5,171 reviews1,475 followers
February 6, 2014
Having a close friend who used to be an editor of UFO Magazine and who has conducted hundreds of hours of interviews with prominent ufologists (sic), I have read scores of books on the subject. In the course of this study I've come across mention of the German-UFO hypothesis and seen several videos on the subject. This, however, was my first book on that aspect of the controversy.

I initially encountered this publication at one of the big-box bookstore chains, Borders or Barnes & Noble, paging through it as a friend looked for some specific title. The pictures and diagrams were fascinating, but the book was expensive and its thesis, I thought, crazy. I didn't buy the thing. Now, years later, I find it for sale, cheap, at one of those eBay consignment stores, this one in East Dundee, Illinois. I purchase the thing.

Again, the pictures were captivating. I start reading, finishing the book, basically, in one sitting, so captivating was the topic.

What the author proves, in my opinion, is that the Germans did work on various flying disk designs during the period of the Third Reich. A few, quite probably, were constructed as prototypes, but none, except perhaps the 'foo fighters' were ever operational. Naturally, at war's end, the Allies did everything they could to seize German technologies and the scientists behind them, keeping as much as they found profitable secret.

What the author does not prove are a host of greater claims as regards flying disk performance (above the speed of sound? beyond the atmosphere?)and mechanism (antigravity? nuclear?), claims which are much less well documented.

The strength of the book is the obvious expertise of its author. He is on top of literature and references all claims without committing himself to the less well substantiated ones. The weaknesses of the book include, on the one hand, poor editing--errors that spellcheckers miss abound, and, on the other hand, the author's apparent insufficient understanding of physics--or, at least, inability to clearly explain the relevant science.

Still, as author Stevens points out, there are clearly UFOs, flying disks, out there, seen by millions throughout the world since WWII. While the extraterrestial hypothesis seems most popular, it remains unsubstantiated. Meanwhile, we know about German flying disk work and should pay heed to more terrestrial explanations of the phenomena.
Profile Image for Scott Hamilton.
20 reviews2 followers
April 12, 2014
Perhaps it's not fair to expect much from a book claiming Germany built flying saucers during WWII, but still... this guy still believes in the aether theory of gravity! If you're not familiar with that, it was proposed by Isaac Newton to explain gravity, and after a few thought experiments he realized it didn't work. Apparently a certain subset the "free energy" crowd have latched on to it as explanation for how perpetual motion machines work, even though the exact reasons they like it are the reasons why Newton abandoned it.
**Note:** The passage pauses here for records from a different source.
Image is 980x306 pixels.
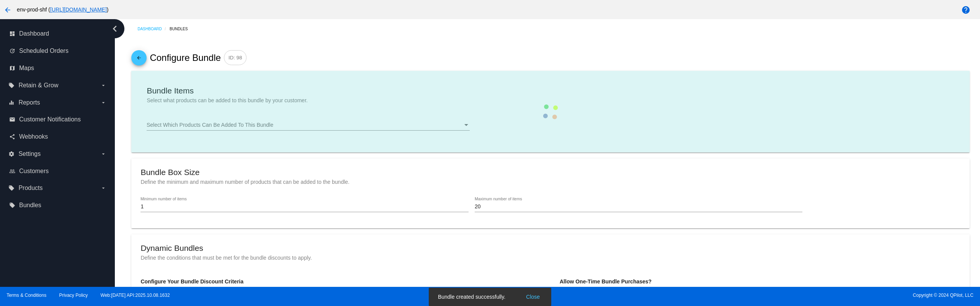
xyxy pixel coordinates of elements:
p: Configure Your Bundle Discount Criteria [140,279,541,285]
i: local_offer [8,82,14,89]
p: Define the minimum and maximum number of products that can be added to the bundle. [140,179,960,185]
span: Dashboard [19,30,49,37]
span: Scheduled Orders [19,48,69,55]
i: local_offer [8,185,14,191]
span: Maps [19,65,34,72]
span: env-prod-shf ( ) [17,7,109,13]
i: update [9,48,15,54]
a: Terms & Conditions [7,292,46,298]
a: share Webhooks [9,131,106,143]
a: map Maps [9,62,106,74]
a: Privacy Policy [59,292,88,298]
mat-icon: help [961,5,970,14]
h2: Bundle Box Size [140,168,960,177]
i: map [9,65,15,72]
p: Define the conditions that must be met for the bundle discounts to apply. [140,255,960,261]
span: Copyright © 2024 QPilot, LLC [496,292,973,298]
i: email [9,117,15,123]
i: equalizer [8,100,14,106]
simple-snack-bar: Bundle created successfully. [438,293,542,301]
i: chevron_left [109,22,121,35]
h1: Configure Bundle [150,52,221,63]
i: arrow_drop_down [100,82,106,89]
a: update Scheduled Orders [9,45,106,57]
span: Settings [18,151,41,157]
a: Dashboard [138,23,170,35]
i: share [9,134,15,140]
a: email Customer Notifications [9,113,106,125]
span: Reports [18,100,39,106]
a: local_offer Bundles [9,199,106,211]
h2: Dynamic Bundles [140,243,960,253]
span: Retain & Grow [18,82,58,89]
span: Products [18,185,42,192]
span: Webhooks [19,134,48,140]
i: arrow_drop_down [100,151,106,157]
button: Close [524,293,542,301]
a: Bundles [170,23,195,35]
p: Allow One-Time Bundle Purchases? [560,279,960,285]
a: people_outline Customers [9,165,106,177]
i: dashboard [9,31,15,37]
a: [URL][DOMAIN_NAME] [50,7,107,13]
small: ID: 98 [224,50,247,65]
i: arrow_drop_down [100,100,106,106]
a: dashboard Dashboard [9,27,106,40]
span: Bundles [19,202,42,209]
i: people_outline [9,168,15,174]
span: Customers [19,168,48,174]
i: arrow_drop_down [100,185,106,191]
span: Customer Notifications [19,116,81,123]
i: local_offer [9,202,15,209]
mat-icon: arrow_back [134,53,144,66]
a: Web:[DATE] API:2025.10.08.1632 [101,292,170,298]
mat-icon: arrow_back [3,5,12,14]
i: settings [8,151,14,157]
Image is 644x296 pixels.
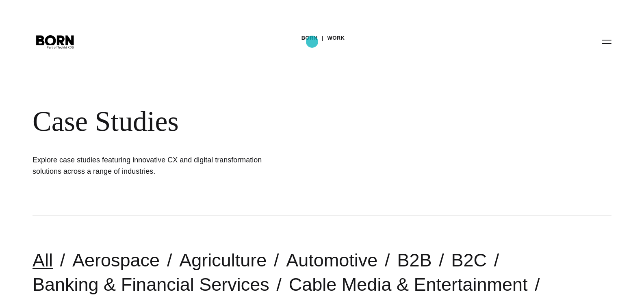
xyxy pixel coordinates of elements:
[301,32,318,45] a: BORN
[33,105,495,138] div: Case Studies
[33,275,269,295] a: Banking & Financial Services
[286,251,377,271] a: Automotive
[451,251,487,271] a: B2C
[33,251,53,271] a: All
[327,32,345,45] a: Work
[72,251,160,271] a: Aerospace
[179,251,267,271] a: Agriculture
[289,275,528,295] a: Cable Media & Entertainment
[397,251,431,271] a: B2B
[33,154,276,177] h1: Explore case studies featuring innovative CX and digital transformation solutions across a range ...
[597,32,616,50] button: Open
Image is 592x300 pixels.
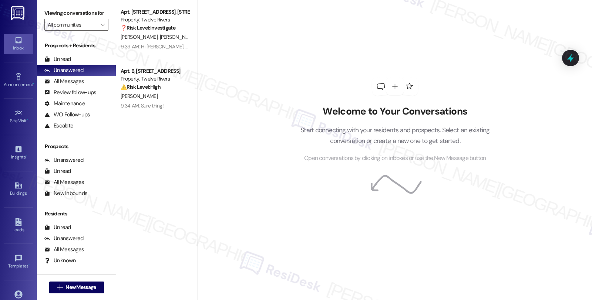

Beyond his terrible understanding of physics, the author doesn't understand how credible sources work. He constantly claims that some crackpot story is confirmation of another crackpot story, and he never credits primary sources. And when he does find an official document that would seem to support his case, he never even considers that official documents are written by people, and those people can be mistaken. So yes, some people in the U.S. Army may have had wacky ideas about what "phoo fighters" were, it doesn't mean they were right. The whole book is built on a foundation of sand.
Profile Image for Alan.
439 reviews3 followers
November 14, 2017
I did it! I actually made it through this book! It is to history what an Ed Wood movie is to film in that its terribleness is part of the fun (almost). And I should make clear that while I did not like the book, I love that it was given to me as a gift.

The basic premise is that the explanation for UFO sightings is not extraterrestrial in origin but springs rather from wartime Nazi experiments with exotic aircraft. Okay, I’m still with you. The Germans did indeed have a secret weapons program and there is good evidence that this included flying discs. And it is also true that the US and its allies had post-war programs that continued this work. Then the author gets into esoteric power sources and goes down the rabbit hole of conspiracy theory and conjecture and he loses me. When a part of your argument rests on the need to dismiss accepted findings of modern physics to remain plausible (aether theory y'all!), you’ve lost your argument so far as I am concerned.

The publisher is one of those fringe houses big in conspiracy circles (their catalog online is worth a browse). Their editing (lack thereof) was jarring and the photograph quality less than illustrative.
20 reviews2 followers
May 10, 2013
The best introductory book to this topic. I can't recommend it enough!!!